Wednesday, February 22, 2012

Bored and sick: What’s a Cook to Do?



I’ve acquired some sort of flu-ish, cold-ish thing that is apparently going around. Supposedly only lasts a couple of days, but gee. Since I left work yesterday, I’ve dragged my feverish self from the sunroom sofa, to bed, to the living room sofa and back to bed. In the few moments I’m not shivering, when the ibuprofen and decongestant are working, I read cookbooks. When I feel too sick, I stare at the TV. The body is sick, but the mind is bored.

I have a good sized stack of what I call “Seminal Cookbooks” –the ones that teach you about foods and techniques you’ve never tried, or have so many recipes you want to try, the pages bristle with post-it notes. The books in this pile of has changed over the years. I've plopped the stack right next to me with my glasses and water so I can read with out rising from the sofa. Back in the early 80’s when I first had a kitchen to myself, Fr. Robert Farrar Capon, in his book “Supper of the Lamb”, taught me how to cut up a whole chicken, and divide a whole pork shoulder into smaller roasts. Good thing for a budding cook on a limited budget. I’ve been flipping through it today, and there are recipes in there that take me back to my cooking roots. So many things in that little book that seemed so revolutionary in that time, but so common now.

While I’m not up to preparing a meal today, I’m going to eat whatever Chuck defrosts, I am going to venture back to where my preoccupation with food and cooking began. Thank you Fr. Capon, wherever you are, it’s all been good!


> _Assignment_
Count the lines below that contain the word "nfränkisch". Give only the number.

[Data — start]

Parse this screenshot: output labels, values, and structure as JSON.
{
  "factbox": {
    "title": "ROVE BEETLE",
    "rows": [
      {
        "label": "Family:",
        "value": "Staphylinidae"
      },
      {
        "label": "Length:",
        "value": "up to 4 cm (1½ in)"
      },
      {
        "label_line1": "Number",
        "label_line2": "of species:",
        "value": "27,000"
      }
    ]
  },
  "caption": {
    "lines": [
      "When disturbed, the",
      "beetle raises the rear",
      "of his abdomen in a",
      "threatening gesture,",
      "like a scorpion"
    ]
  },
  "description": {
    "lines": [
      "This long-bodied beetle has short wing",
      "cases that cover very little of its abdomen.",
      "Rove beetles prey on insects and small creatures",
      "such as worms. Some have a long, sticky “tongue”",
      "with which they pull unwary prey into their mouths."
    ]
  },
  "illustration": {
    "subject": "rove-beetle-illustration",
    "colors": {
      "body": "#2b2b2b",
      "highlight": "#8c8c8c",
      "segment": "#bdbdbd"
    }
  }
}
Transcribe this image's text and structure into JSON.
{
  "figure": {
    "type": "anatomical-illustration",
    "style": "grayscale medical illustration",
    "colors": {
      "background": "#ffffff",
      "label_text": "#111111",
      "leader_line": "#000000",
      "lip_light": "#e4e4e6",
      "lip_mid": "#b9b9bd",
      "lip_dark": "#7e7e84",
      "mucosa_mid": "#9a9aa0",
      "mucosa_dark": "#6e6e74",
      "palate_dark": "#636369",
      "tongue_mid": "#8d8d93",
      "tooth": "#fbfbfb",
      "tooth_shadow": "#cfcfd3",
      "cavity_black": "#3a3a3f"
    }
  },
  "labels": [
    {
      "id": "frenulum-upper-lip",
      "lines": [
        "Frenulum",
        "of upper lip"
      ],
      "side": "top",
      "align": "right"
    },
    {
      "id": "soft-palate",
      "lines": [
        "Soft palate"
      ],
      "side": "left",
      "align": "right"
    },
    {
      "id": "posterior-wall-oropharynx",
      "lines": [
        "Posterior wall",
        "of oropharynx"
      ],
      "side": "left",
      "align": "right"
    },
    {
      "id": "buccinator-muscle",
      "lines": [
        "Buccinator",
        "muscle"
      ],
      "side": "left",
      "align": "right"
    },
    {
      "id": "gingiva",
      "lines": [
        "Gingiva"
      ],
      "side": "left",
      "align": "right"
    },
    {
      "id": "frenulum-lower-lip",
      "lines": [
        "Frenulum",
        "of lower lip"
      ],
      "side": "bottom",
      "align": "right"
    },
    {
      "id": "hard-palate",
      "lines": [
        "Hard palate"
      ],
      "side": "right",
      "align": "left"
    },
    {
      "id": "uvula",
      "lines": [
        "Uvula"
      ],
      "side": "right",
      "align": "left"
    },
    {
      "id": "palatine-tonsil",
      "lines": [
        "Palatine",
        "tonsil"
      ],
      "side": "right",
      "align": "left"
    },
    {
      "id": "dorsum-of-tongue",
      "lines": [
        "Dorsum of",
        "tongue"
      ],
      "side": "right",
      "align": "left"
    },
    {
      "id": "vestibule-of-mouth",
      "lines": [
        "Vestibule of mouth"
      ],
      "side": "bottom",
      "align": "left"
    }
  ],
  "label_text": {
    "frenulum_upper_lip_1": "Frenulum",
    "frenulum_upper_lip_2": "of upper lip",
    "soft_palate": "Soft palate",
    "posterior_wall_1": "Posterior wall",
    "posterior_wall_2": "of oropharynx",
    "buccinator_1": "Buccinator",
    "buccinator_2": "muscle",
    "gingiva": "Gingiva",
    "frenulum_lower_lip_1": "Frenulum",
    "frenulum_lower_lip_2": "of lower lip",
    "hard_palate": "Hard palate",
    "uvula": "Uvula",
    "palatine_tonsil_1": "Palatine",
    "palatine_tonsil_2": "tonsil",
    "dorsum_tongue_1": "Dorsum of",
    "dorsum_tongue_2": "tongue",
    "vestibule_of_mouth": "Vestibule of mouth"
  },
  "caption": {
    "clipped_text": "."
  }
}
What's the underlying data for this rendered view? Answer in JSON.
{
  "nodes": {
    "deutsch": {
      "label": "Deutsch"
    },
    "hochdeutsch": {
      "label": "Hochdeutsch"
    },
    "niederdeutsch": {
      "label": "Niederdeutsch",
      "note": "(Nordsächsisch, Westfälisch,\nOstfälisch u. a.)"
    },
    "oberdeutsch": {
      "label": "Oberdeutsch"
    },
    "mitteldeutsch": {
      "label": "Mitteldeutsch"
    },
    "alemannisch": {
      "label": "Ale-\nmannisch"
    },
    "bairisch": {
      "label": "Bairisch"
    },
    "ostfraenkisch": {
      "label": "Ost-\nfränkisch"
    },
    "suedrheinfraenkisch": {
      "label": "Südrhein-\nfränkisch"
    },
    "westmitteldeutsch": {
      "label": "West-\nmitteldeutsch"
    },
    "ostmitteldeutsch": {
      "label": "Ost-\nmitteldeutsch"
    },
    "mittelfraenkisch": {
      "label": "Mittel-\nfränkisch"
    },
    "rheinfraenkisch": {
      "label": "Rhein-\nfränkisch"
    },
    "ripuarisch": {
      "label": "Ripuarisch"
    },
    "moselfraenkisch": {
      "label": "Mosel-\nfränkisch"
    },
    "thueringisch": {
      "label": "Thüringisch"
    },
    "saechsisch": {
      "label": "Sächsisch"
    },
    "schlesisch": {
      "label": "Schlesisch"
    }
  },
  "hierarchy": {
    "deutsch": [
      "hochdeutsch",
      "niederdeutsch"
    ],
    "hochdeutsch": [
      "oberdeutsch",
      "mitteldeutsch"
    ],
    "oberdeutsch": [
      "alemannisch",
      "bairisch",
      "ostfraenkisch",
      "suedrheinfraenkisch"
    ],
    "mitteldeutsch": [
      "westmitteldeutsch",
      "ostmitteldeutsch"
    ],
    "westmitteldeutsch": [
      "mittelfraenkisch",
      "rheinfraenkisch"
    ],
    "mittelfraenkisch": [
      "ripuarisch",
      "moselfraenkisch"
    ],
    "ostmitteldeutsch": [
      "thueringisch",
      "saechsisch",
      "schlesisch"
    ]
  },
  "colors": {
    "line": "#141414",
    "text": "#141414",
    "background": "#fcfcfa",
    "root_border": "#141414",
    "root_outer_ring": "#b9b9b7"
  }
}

[Data — finish]

> _Response area_
5